Stage 4 — Result. If the prefix is allocated and the length matches, the number is valid. The tool then formats it in the standard national style (e.g. 07xxx xxxxxx for mobiles, 01xxx xxxxxx for geographic) and in E.164 format (+44…) for copying.

Number range quick reference

PrefixServiceMobile dialable
07MobileYes
020, 023, 024, 028, 029Geographic (city codes)Yes
01Geographic (area codes)Yes
03Non-geographic, local rateYes
0800, 0808FreephoneYes (free since 2015)
0843–0845Revenue-sharingYes (extra charge may apply)
0870–0873Revenue-sharingYes (extra charge may apply)
09Premium rateOften restricted

Worked example

Suppose you receive the number +44 (0)20 7946 0958 on a form submission.

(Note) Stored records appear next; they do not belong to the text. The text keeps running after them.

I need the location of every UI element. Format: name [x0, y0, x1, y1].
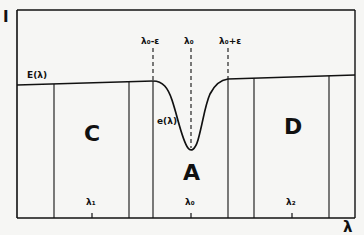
region-label-c: C	[84, 121, 100, 146]
marker-label-lambda0-minus-eps: λ₀-ε	[141, 36, 159, 46]
marker-dashed-lines	[153, 48, 228, 148]
continuum-label: E(λ)	[27, 70, 47, 80]
region-label-a: A	[183, 160, 200, 185]
continuum-curve	[17, 75, 355, 85]
region-label-d: D	[284, 114, 302, 139]
x-tick-label-lambda0: λ₀	[185, 197, 195, 207]
x-tick-label-lambda1: λ₁	[86, 197, 96, 207]
x-axis-label: λ	[343, 218, 353, 235]
line-profile-label: e(λ)	[157, 116, 177, 126]
spectral-line-diagram: I λ E(λ) e(λ) λ₀-ε λ₀ λ₀+ε C A D λ₁ λ₀ λ…	[0, 0, 364, 235]
marker-label-lambda0-plus-eps: λ₀+ε	[219, 36, 241, 46]
x-tick-label-lambda2: λ₂	[286, 197, 296, 207]
marker-label-lambda0: λ₀	[184, 36, 194, 46]
y-axis-label: I	[3, 8, 9, 26]
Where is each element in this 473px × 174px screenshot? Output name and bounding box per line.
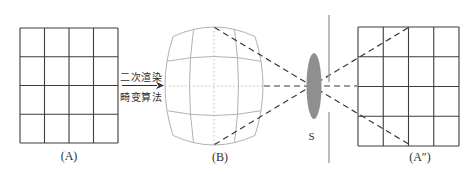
distortion-correction-diagram: 二次渲染 畸变算法 S (A) (B) (A [0,0,473,174]
grid-a-label: (A) [61,149,78,163]
arrow-text-bottom: 畸变算法 [120,91,162,103]
predistorted-grid-b [165,27,263,145]
grid-b-center-lines [165,27,263,145]
lens-label: S [308,130,314,142]
grid-b-label: (B) [212,150,228,164]
process-arrow: 二次渲染 畸变算法 [120,71,164,103]
output-grid-a2 [358,27,459,146]
arrow-text-top: 二次渲染 [120,71,162,83]
grid-a2-label: (A″) [409,150,431,164]
source-grid-a [20,28,118,143]
grid-a-lines [20,28,118,143]
lens-icon [307,53,322,119]
diagram-canvas: 二次渲染 畸变算法 S (A) (B) (A [0,0,473,174]
grid-a2-lines [358,27,459,146]
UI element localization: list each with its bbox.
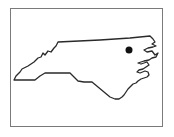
north-carolina-map: [0, 0, 174, 137]
location-marker: [126, 47, 133, 54]
state-outline: [14, 36, 158, 99]
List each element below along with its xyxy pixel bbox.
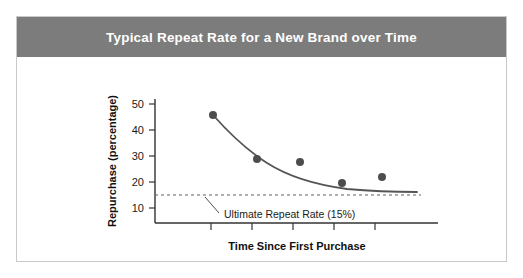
y-tick-label-50: 50	[132, 98, 144, 110]
y-tick-label-10: 10	[132, 202, 144, 214]
data-point-2	[253, 155, 261, 163]
y-tick-label-40: 40	[132, 124, 144, 136]
data-point-1	[209, 111, 217, 119]
page-title: Typical Repeat Rate for a New Brand over…	[106, 30, 417, 45]
x-axis-title: Time Since First Purchase	[228, 240, 365, 252]
y-axis-title: Repurchase (percentage)	[106, 95, 118, 227]
y-tick-label-20: 20	[132, 176, 144, 188]
data-point-5	[378, 173, 386, 181]
data-point-3	[296, 158, 304, 166]
chart-figure-panel: Typical Repeat Rate for a New Brand over…	[16, 16, 507, 262]
chart-title-band: Typical Repeat Rate for a New Brand over…	[17, 17, 506, 57]
repeat-rate-chart: 50 40 30 20 10 Repurchase (percentage) T…	[17, 57, 508, 262]
reference-line-annotation: Ultimate Repeat Rate (15%)	[224, 208, 355, 220]
fitted-curve	[213, 115, 417, 192]
plot-area: 50 40 30 20 10 Repurchase (percentage) T…	[17, 57, 506, 262]
data-point-4	[338, 179, 346, 187]
y-tick-label-30: 30	[132, 150, 144, 162]
annotation-leader-line	[205, 197, 219, 213]
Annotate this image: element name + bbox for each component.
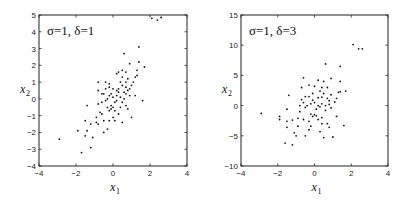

  1. After normalisation: 02079460958 — 11 digits, starts with 020.
  2. The prefix 020 matches the London geographic range; expected length is 11 digits.
  3. Length check: 11 = 11. Pass.
  4. Formatted national output: 020 7946 0958. E.164 output: +442079460958.

The number range 020 7946 is actually Ofcom’s reserved drama/roleplay range, so it is structurally valid but never belongs to a real subscriber — useful for testing.

A second example: 0845 123 4567. This normalises to 08451234567, matches the 0845 lo-call revenue-sharing range, has the correct length of 11 digits, and is therefore structurally valid. However it carries a note that extra charges may apply from mobiles, which the validator surfaces in the result.

All processing happens locally. Your number never leaves the page.